It's often not the rules or the components that make a game. With Skull, it's the little noises. The tut of tongue against teeth. A soft sigh. A full-throated chuckle. Ambiguous sounds uttered before a card gets flipped over and all hell breaks loose.
Skull is a bluffing game. Everyone starts with four cards, three showing flowers and one a skull. You place one face down, maybe more. Then you start wagering with other players to see how many flowers you think you can flip.
The devil is in the fact that whoever wins the wager has to show their own cards first. So if you put down a skull yet placed a bet, others can catch you out with your own cleverness. After that it's up to you whose cards you want to turn over.
And then the noises begin.
What do they mean? Is that low whistle a warning or an appreciation of a cunning pick? Do you read that intake of breath as one of shock or anticipation? As the tension unspools like razor wire, each sound ramps it up until it becomes unbearable. What can you turn over? What do you need to leave?
No matter how bad it gets, the choice is yours. And if there's one thing I've learned from playing Skull, it's this: it's amazing how often good people make bad choices.
The reason it's so scary is because if you find a skull you don't just lose the round, you lose a card. Lose all four and you're out of the game. But the stakes are higher than that because if you manage to get all flowers you win that hand. And it only takes two winning hands to take the whole game.
You won't want to bet. Once someone's taken a hand, though, you'll have to bet. Just to keep them one step away from winning the whole thing. Just to make sure you get another chance to bet when you don't really want to.
The astute will have spotted that Skull has a lot in common with Liar's Dice and its commercial variants like Perudo. And so it does. Yet there are no dice here, and no card draw. There is no randomness. There is nothing at all but the bluffing and the revealing and the tiny sounds of terror.
Because you choose other people's cards to reveal rather than just calling them out on a lie, that terror goes on and on. Like a chase sequence from a horror film. Except sometimes there's a happy ending. Not as often as you might like, though.
A curious thing about Skull is that the opening rounds are the most chaotic yet the most fun. Early on, lots of people lay skulls and bluff just for the hell of it. Early on, lots of people get the crazy notion to make ridiculous bids. It's like all that power, that power of deception, goes to their heads.
It's fun, but I'm not convinced how much the results have to do with determining the winner. As people start to drop out the game becomes leaner and meaner. The rules say inexperienced players should not start with just three playing. They say that's when Skull is at its most difficult. Yet if you play a game, and you're left with just three after elimination, that's also when it gets the most interesting.
You remember whether people bid. You remember what they bid. You start wondering what that means about what they've got in their hands. You start to pick up little clues and details that suggest who might have nothing but flowers left to play.
And as all the information comes in, things just get worse. Each wager carries behind it a mortal weight of doubt and half-truths. The noises get a bit louder.
Eventually someone will win. And the fear deflates like a balloon, the gust of air blowing away the uncertainty and making room for relief, even smiles.
Then someone who didn't win will say "let's do that again!" And everyone will see that barely twenty minutes have passed, even if they felt like a lifetime, and make little noises of agreement. Then you're hooked.
Unless you're part of the perfect logic play brigade that is. If you want to game this game, you can. You can deliberately place a skull and then a silly bid to sacrifice one of your cards to stop someone else winning, for instance. Most gamers will rightly recoil from the mere idea of throwing away an advantage to stop another player.
There really isn't much more to Skull than I have told. A couple of extra rules for people with just one card left. Small but important distinctions, like the fact that if you flip someone else's skull you lose a random card but if you flip your own you get to choose. Anyone can play this. Almost no-one can play it well.
There's not much in the box, either. Just four beermat-like tiles bearing the skull and flower symbols for each player and some rules. The "play mat" which allows you to keep "score" by flipping it over the first time you win a hand is almost an insult. It feels overpriced, although the art is lovely. There's another edition called Skull & Roses, which looks even nicer.
It's not all roses: some of it is skull, too. The game feels like it sits on an uneasy line between gamer-fodder and mass-market. It's perhaps a bit too Spartan for the former, a bit too exotic for the latter. Yet people talk about how deep strategy from simple rules is the hallmark of a great game. Skull has deep fun from simple rules, and it's just as good a benchmark to judge a game.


> **PROMPT**: The lines below may contain the word "Plastic". Please count those that do and give the number alone.

────

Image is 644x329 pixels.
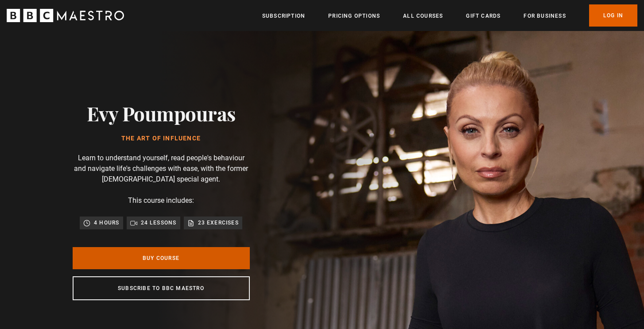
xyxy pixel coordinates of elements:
a: Subscription [262,11,305,21]
a: Pricing Options [328,11,380,21]
a: For business [523,11,565,21]
p: This course includes: [128,195,194,206]
a: Gift Cards [466,11,500,21]
nav: Primary [262,4,637,27]
p: Learn to understand yourself, read people's behaviour and navigate life's challenges with ease, w... [73,153,250,185]
h2: Evy Poumpouras [87,102,236,124]
a: Buy Course [73,247,250,269]
p: 23 exercises [198,218,239,227]
svg: BBC Maestro [7,9,124,22]
p: 24 lessons [141,218,177,227]
p: 4 hours [94,218,119,227]
a: Subscribe to BBC Maestro [73,276,250,300]
a: All Courses [403,11,443,21]
a: Log In [589,4,637,27]
h1: The Art of Influence [87,135,236,142]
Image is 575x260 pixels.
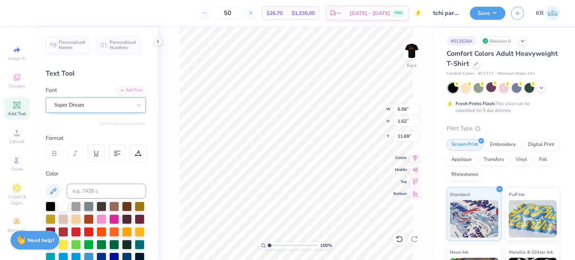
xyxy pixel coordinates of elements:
[292,9,315,17] span: $1,335.00
[59,40,85,50] span: Personalized Names
[99,121,146,127] button: Switch to Greek Letters
[450,191,470,198] span: Standard
[447,154,477,166] div: Applique
[320,242,332,249] span: 100 %
[450,248,468,256] span: Neon Ink
[447,169,483,180] div: Rhinestones
[8,228,26,234] span: Decorate
[447,49,558,68] span: Comfort Colors Adult Heavyweight T-Shirt
[523,139,559,151] div: Digital Print
[46,134,147,143] div: Format
[407,62,417,69] div: Back
[394,191,407,197] span: Bottom
[9,83,25,89] span: Designs
[450,200,498,238] img: Standard
[213,6,242,20] input: – –
[536,9,544,18] span: KR
[456,101,495,107] strong: Fresh Prints Flash:
[536,6,560,21] a: KR
[350,9,390,17] span: [DATE] - [DATE]
[394,179,407,185] span: Top
[470,7,506,20] button: Save
[478,71,494,77] span: # C1717
[498,71,535,77] span: Minimum Order: 24 +
[511,154,532,166] div: Vinyl
[116,86,146,95] div: Add Font
[267,9,283,17] span: $26.70
[46,170,146,178] div: Color
[8,55,26,61] span: Image AI
[509,200,557,238] img: Puff Ink
[456,100,548,114] div: This color can be expedited for 5 day delivery.
[546,6,560,21] img: Kate Ruffin
[46,86,57,95] label: Font
[428,6,464,21] input: Untitled Design
[4,194,30,206] span: Clipart & logos
[27,237,54,244] strong: Need help?
[394,167,407,173] span: Middle
[11,166,23,172] span: Greek
[509,248,553,256] span: Metallic & Glitter Ink
[509,191,525,198] span: Puff Ink
[404,43,419,58] img: Back
[485,139,521,151] div: Embroidery
[395,10,403,16] span: FREE
[67,184,146,199] input: e.g. 7428 c
[110,40,136,50] span: Personalized Numbers
[534,154,552,166] div: Foil
[46,69,146,79] div: Text Tool
[447,36,477,46] div: # 513529A
[447,71,474,77] span: Comfort Colors
[447,139,483,151] div: Screen Print
[394,155,407,161] span: Center
[9,139,24,145] span: Upload
[480,36,515,46] div: Revision 0
[447,124,560,133] div: Print Type
[479,154,509,166] div: Transfers
[8,111,26,117] span: Add Text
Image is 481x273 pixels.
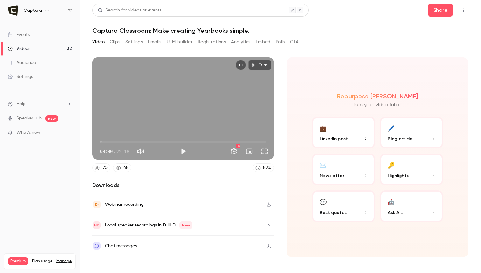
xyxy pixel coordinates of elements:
div: 00:00 [100,148,129,155]
button: Trim [249,60,272,70]
span: Highlights [388,172,409,179]
div: 🖊️ [388,123,395,133]
span: / [113,148,116,155]
span: LinkedIn post [320,135,348,142]
span: 22:16 [117,148,129,155]
div: 💬 [320,197,327,207]
a: SpeakerHub [17,115,42,122]
span: What's new [17,129,40,136]
button: Mute [134,145,147,158]
button: Polls [276,37,285,47]
li: help-dropdown-opener [8,101,72,107]
a: Manage [56,259,72,264]
iframe: Noticeable Trigger [64,130,72,136]
button: Share [428,4,453,17]
div: Settings [8,74,33,80]
h2: Downloads [92,182,274,189]
div: 💼 [320,123,327,133]
div: 🔑 [388,160,395,170]
button: 💼LinkedIn post [312,117,375,148]
button: Embed video [236,60,246,70]
span: Best quotes [320,209,347,216]
h6: Captura [24,7,42,14]
button: Emails [148,37,161,47]
div: Search for videos or events [98,7,161,14]
button: Settings [228,145,240,158]
a: 82% [253,163,274,172]
span: Blog article [388,135,413,142]
button: ✉️Newsletter [312,153,375,185]
div: ✉️ [320,160,327,170]
p: Turn your video into... [353,101,403,109]
button: Turn on miniplayer [243,145,256,158]
span: New [180,221,193,229]
span: 00:00 [100,148,113,155]
button: 🤖Ask Ai... [381,190,444,222]
button: Registrations [198,37,226,47]
div: Events [8,32,30,38]
div: Videos [8,46,30,52]
button: Clips [110,37,120,47]
div: Webinar recording [105,201,144,208]
button: 💬Best quotes [312,190,375,222]
button: 🖊️Blog article [381,117,444,148]
span: Ask Ai... [388,209,403,216]
div: 70 [103,164,108,171]
span: Premium [8,257,28,265]
div: Audience [8,60,36,66]
div: HD [236,144,241,148]
img: Captura [8,5,18,16]
span: Newsletter [320,172,345,179]
h2: Repurpose [PERSON_NAME] [337,92,418,100]
div: Local speaker recordings in FullHD [105,221,193,229]
button: Settings [125,37,143,47]
div: 82 % [263,164,271,171]
button: Embed [256,37,271,47]
button: Video [92,37,105,47]
h1: Captura Classroom: Make creating Yearbooks simple. [92,27,469,34]
a: 70 [92,163,110,172]
div: 48 [124,164,129,171]
button: UTM builder [167,37,193,47]
button: Full screen [258,145,271,158]
button: CTA [290,37,299,47]
span: Help [17,101,26,107]
div: Chat messages [105,242,137,250]
a: 48 [113,163,132,172]
button: Analytics [231,37,251,47]
button: Play [177,145,190,158]
span: new [46,115,58,122]
button: 🔑Highlights [381,153,444,185]
span: Plan usage [32,259,53,264]
button: Top Bar Actions [459,5,469,15]
div: 🤖 [388,197,395,207]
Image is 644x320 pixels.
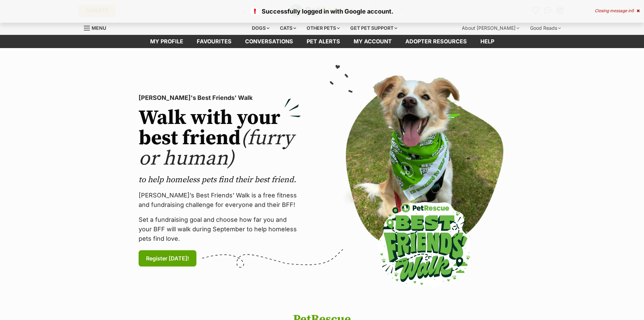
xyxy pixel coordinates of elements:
[238,35,300,48] a: conversations
[275,21,301,35] div: Cats
[144,35,190,48] a: My profile
[457,21,524,35] div: About [PERSON_NAME]
[146,254,189,262] span: Register [DATE]!
[247,21,274,35] div: Dogs
[139,191,301,210] p: [PERSON_NAME]’s Best Friends' Walk is a free fitness and fundraising challenge for everyone and t...
[398,35,474,48] a: Adopter resources
[139,175,301,185] p: to help homeless pets find their best friend.
[347,35,398,48] a: My account
[139,93,301,103] p: [PERSON_NAME]'s Best Friends' Walk
[474,35,501,48] a: Help
[525,21,566,35] div: Good Reads
[139,125,294,171] span: (furry or human)
[300,35,347,48] a: Pet alerts
[91,25,106,31] span: Menu
[139,250,196,267] a: Register [DATE]!
[139,215,301,243] p: Set a fundraising goal and choose how far you and your BFF will walk during September to help hom...
[84,21,111,33] a: Menu
[302,21,345,35] div: Other pets
[346,21,402,35] div: Get pet support
[139,108,301,169] h2: Walk with your best friend
[190,35,238,48] a: Favourites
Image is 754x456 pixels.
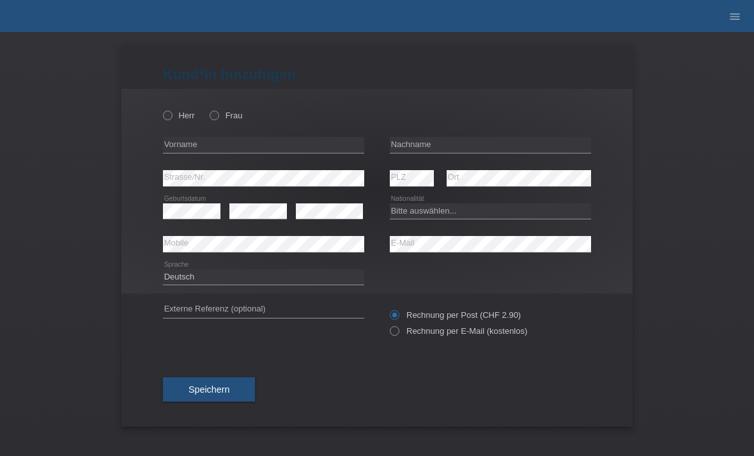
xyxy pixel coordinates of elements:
input: Rechnung per Post (CHF 2.90) [390,310,398,326]
a: menu [722,12,748,20]
label: Rechnung per E-Mail (kostenlos) [390,326,527,335]
span: Speichern [188,384,229,394]
label: Frau [210,111,242,120]
i: menu [728,10,741,23]
label: Rechnung per Post (CHF 2.90) [390,310,521,319]
button: Speichern [163,377,255,401]
label: Herr [163,111,195,120]
input: Herr [163,111,171,119]
h1: Kund*in hinzufügen [163,66,591,82]
input: Frau [210,111,218,119]
input: Rechnung per E-Mail (kostenlos) [390,326,398,342]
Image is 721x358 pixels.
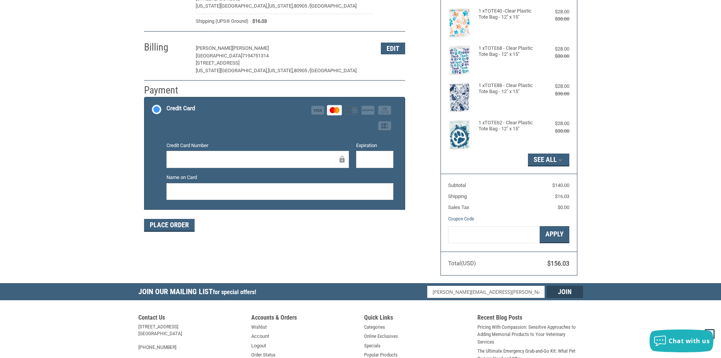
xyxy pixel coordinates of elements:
[196,17,249,25] span: Shipping (UPS® Ground)
[448,193,467,199] span: Shipping
[166,174,393,181] label: Name on Card
[539,15,569,23] div: $30.00
[448,216,474,222] a: Coupon Code
[364,323,385,331] a: Categories
[144,219,195,232] button: Place Order
[251,342,266,350] a: Logout
[477,323,583,346] a: Pricing With Compassion: Sensitive Approaches to Adding Memorial Products to Your Veterinary Serv...
[138,323,244,351] address: [STREET_ADDRESS] [GEOGRAPHIC_DATA] [PHONE_NUMBER]
[477,314,583,323] h5: Recent Blog Posts
[196,45,232,51] span: [PERSON_NAME]
[356,142,393,149] label: Expiration
[547,286,583,298] input: Join
[138,314,244,323] h5: Contact Us
[479,82,537,95] h4: 1 x TOTE88 - Clear Plastic Tote Bag - 12" x 15"
[528,154,569,166] button: See All
[552,182,569,188] span: $140.00
[558,204,569,210] span: $0.00
[232,45,269,51] span: [PERSON_NAME]
[555,193,569,199] span: $16.03
[251,314,357,323] h5: Accounts & Orders
[539,120,569,127] div: $28.00
[196,53,242,59] span: [GEOGRAPHIC_DATA]
[196,3,268,9] span: [US_STATE][GEOGRAPHIC_DATA],
[479,8,537,21] h4: 1 x TOTE40 -Clear Plastic Tote Bag - 12" x 15"
[448,182,466,188] span: Subtotal
[310,3,357,9] span: [GEOGRAPHIC_DATA]
[479,45,537,58] h4: 1 x TOTE68 - Clear Plastic Tote Bag - 12" x 15"
[294,3,310,9] span: 80905 /
[539,90,569,98] div: $30.00
[196,60,239,66] span: [STREET_ADDRESS]
[448,204,469,210] span: Sales Tax
[539,52,569,60] div: $30.00
[294,68,310,73] span: 80905 /
[427,286,545,298] input: Email
[448,260,476,267] span: Total (USD)
[268,68,294,73] span: [US_STATE],
[539,127,569,135] div: $30.00
[268,3,294,9] span: [US_STATE],
[539,82,569,90] div: $28.00
[213,289,256,296] span: for special offers!
[251,323,267,331] a: Wishlist
[364,314,470,323] h5: Quick Links
[166,142,349,149] label: Credit Card Number
[650,330,713,352] button: Chat with us
[138,283,260,303] h5: Join Our Mailing List
[251,333,269,340] a: Account
[144,41,189,54] h2: Billing
[539,45,569,53] div: $28.00
[547,260,569,267] span: $156.03
[242,53,269,59] span: 7194751314
[669,337,710,345] span: Chat with us
[310,68,357,73] span: [GEOGRAPHIC_DATA]
[364,333,398,340] a: Online Exclusives
[479,120,537,132] h4: 1 x TOTE62 - Clear Plastic Tote Bag - 12" x 15"
[539,8,569,16] div: $28.00
[381,43,405,54] button: Edit
[364,342,380,350] a: Specials
[448,226,540,243] input: Gift Certificate or Coupon Code
[249,17,267,25] span: $16.03
[166,102,195,115] div: Credit Card
[196,68,268,73] span: [US_STATE][GEOGRAPHIC_DATA],
[144,84,189,97] h2: Payment
[540,226,569,243] button: Apply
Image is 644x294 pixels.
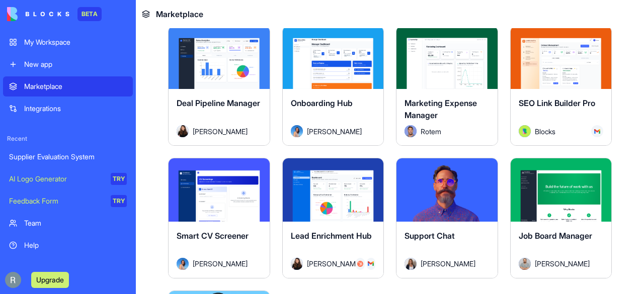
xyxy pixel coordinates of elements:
[78,7,102,21] div: BETA
[111,173,126,185] div: TRY
[156,8,203,20] span: Marketplace
[306,126,362,137] span: [PERSON_NAME]
[282,158,384,278] a: Lead Enrichment HubAvatar[PERSON_NAME]
[31,275,69,285] a: Upgrade
[192,258,248,269] span: [PERSON_NAME]
[9,152,126,162] div: Supplier Evaluation System
[3,77,133,96] a: Marketplace
[404,231,455,240] span: Support Chat
[3,99,133,119] a: Integrations
[177,125,189,137] img: Avatar
[396,158,498,278] a: Support ChatAvatar[PERSON_NAME]
[404,98,477,120] span: Marketing Expense Manager
[421,126,441,137] span: Rotem
[291,98,352,108] span: Onboarding Hub
[510,158,612,278] a: Job Board ManagerAvatar[PERSON_NAME]
[306,258,348,269] span: [PERSON_NAME]
[3,191,133,211] a: Feedback FormTRY
[421,258,476,269] span: [PERSON_NAME]
[396,26,498,146] a: Marketing Expense ManagerAvatarRotem
[168,158,270,278] a: Smart CV ScreenerAvatar[PERSON_NAME]
[291,258,303,270] img: Avatar
[357,261,363,267] img: Hubspot_zz4hgj.svg
[282,26,384,146] a: Onboarding HubAvatar[PERSON_NAME]
[177,98,260,108] span: Deal Pipeline Manager
[3,32,133,52] a: My Workspace
[3,213,133,233] a: Team
[3,169,133,189] a: AI Logo GeneratorTRY
[24,218,126,228] div: Team
[7,7,69,21] img: logo
[177,231,248,240] span: Smart CV Screener
[518,258,531,270] img: Avatar
[168,26,270,146] a: Deal Pipeline ManagerAvatar[PERSON_NAME]
[404,258,417,270] img: Avatar
[31,272,69,288] button: Upgrade
[24,240,126,251] div: Help
[24,37,126,47] div: My Workspace
[291,125,303,137] img: Avatar
[404,125,417,137] img: Avatar
[192,126,248,137] span: [PERSON_NAME]
[3,54,133,74] a: New app
[3,258,133,278] a: Give feedback
[111,195,126,207] div: TRY
[24,81,126,92] div: Marketplace
[535,126,556,137] span: Blocks
[24,104,126,113] div: Integrations
[518,98,595,108] span: SEO Link Builder Pro
[5,272,21,288] img: ACg8ocJitbAr_iDuyohUpdF_dDAZjBWQbWtVL-JWZVpIO3reobKdUQ=s96-c
[518,231,592,240] span: Job Board Manager
[9,174,104,184] div: AI Logo Generator
[518,125,531,137] img: Avatar
[3,135,133,143] span: Recent
[368,261,374,267] img: Gmail_trouth.svg
[24,59,126,69] div: New app
[510,26,612,146] a: SEO Link Builder ProAvatarBlocks
[3,147,133,167] a: Supplier Evaluation System
[7,7,102,21] a: BETA
[594,128,600,134] img: Gmail_trouth.svg
[291,231,372,240] span: Lead Enrichment Hub
[535,258,590,269] span: [PERSON_NAME]
[177,258,189,270] img: Avatar
[3,235,133,255] a: Help
[9,196,104,206] div: Feedback Form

────

> **SOLUTION TO THIS PROBLEM**: 4